Authorities laid razor wires and erected road checkpoints to close the roads leading to the venue of Modi’s election rally in Srinagar’s main commercial center. Armed paramilitary troops and police in flak jackets patrolled the area, snipers and sharpshooters were positioned atop buildings near the venue.
The multistage election will allow Kashmir to have its own truncated government and a local legislature, called an assembly, instead of remaining under New Delhi’s direct rule.
Kashmir has been at the heart of a conflict between India and Pakistan after British rule of the subcontinent ended in 1947 with the creation of the two rival countries. Both administer part of it but claim the territory in its entirety.
Militants in the Indian-controlled portion of Kashmir have been fighting New Delhi’s rule since 1989. Many Muslim Kashmiris support the rebels’ goal of uniting the territory, either under Pakistani rule or as an independent country.
India insists the insurgency is Pakistan-sponsored terrorism, a charge Islamabad denies. Tens of thousands of people have been killed in the fighting, which many Kashmiri Muslims consider a legitimate freedom struggle.

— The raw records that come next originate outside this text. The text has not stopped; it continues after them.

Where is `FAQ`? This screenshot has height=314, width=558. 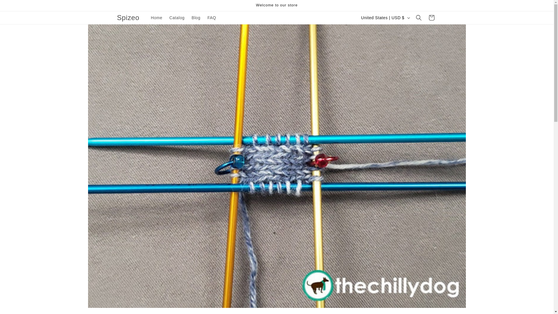
FAQ is located at coordinates (212, 17).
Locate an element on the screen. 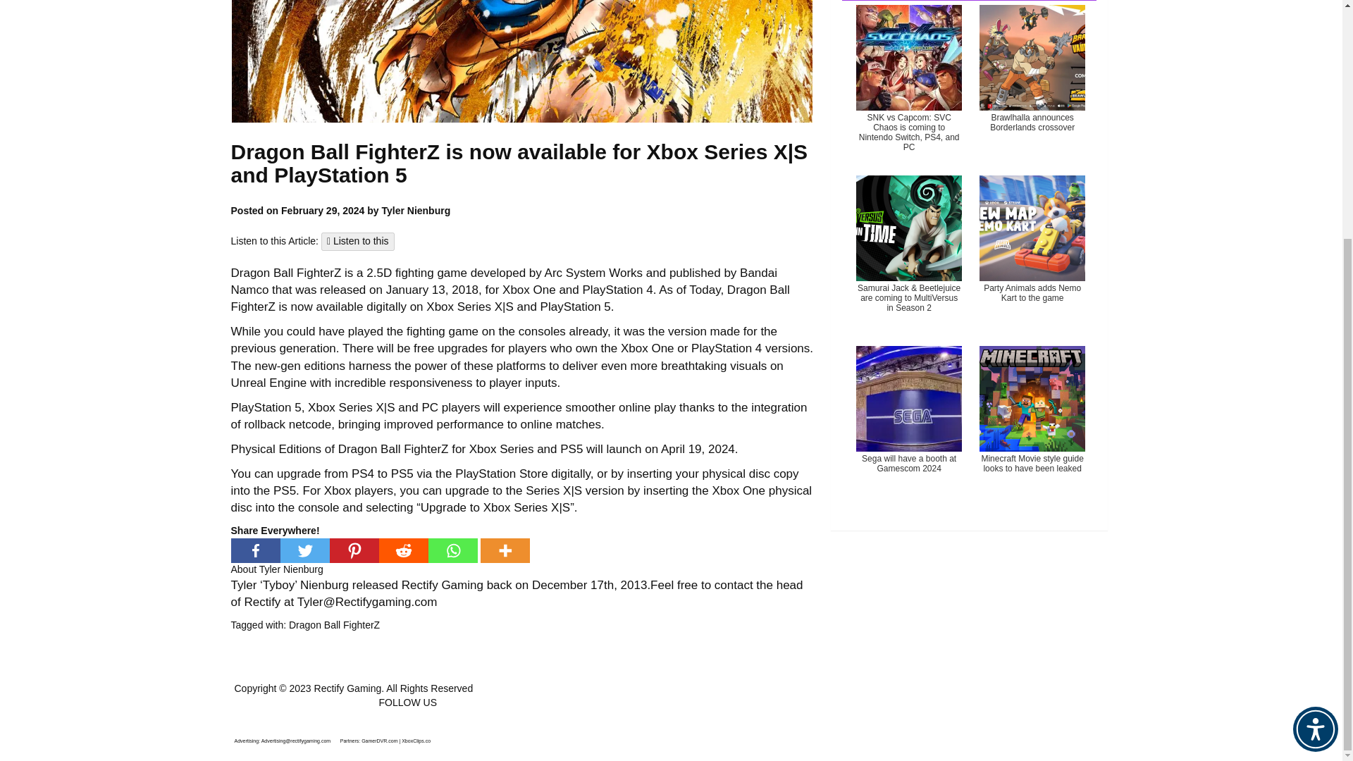 The image size is (1353, 761). XboxClips.co is located at coordinates (416, 741).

India’s ruling BJP has a strong political base in the region’s Hindu-dominated areas of Jammu that largely favor the 2019 changes and has won multiple seats from there in the past elections. But it is weak in the Kashmir Valley where the BJP has never won a seat.
The party has fielded only 19 candidates for the 47 seats in the valley while it is contesting all 43 seats in Jammu.
Modi’s party is not officially aligned with any local group, but many politicians believe it is tacitly supporting some parties and independent candidates in the Kashmir Valley who privately agree with it.
The region’s main pro-India political parties accused the BJP of trying to manipulate the election and fragment the valley’s vote through independents. About 43% of 503 candidates contesting in the Kashmir Valley are independents, in contrast to 35% in Jammu.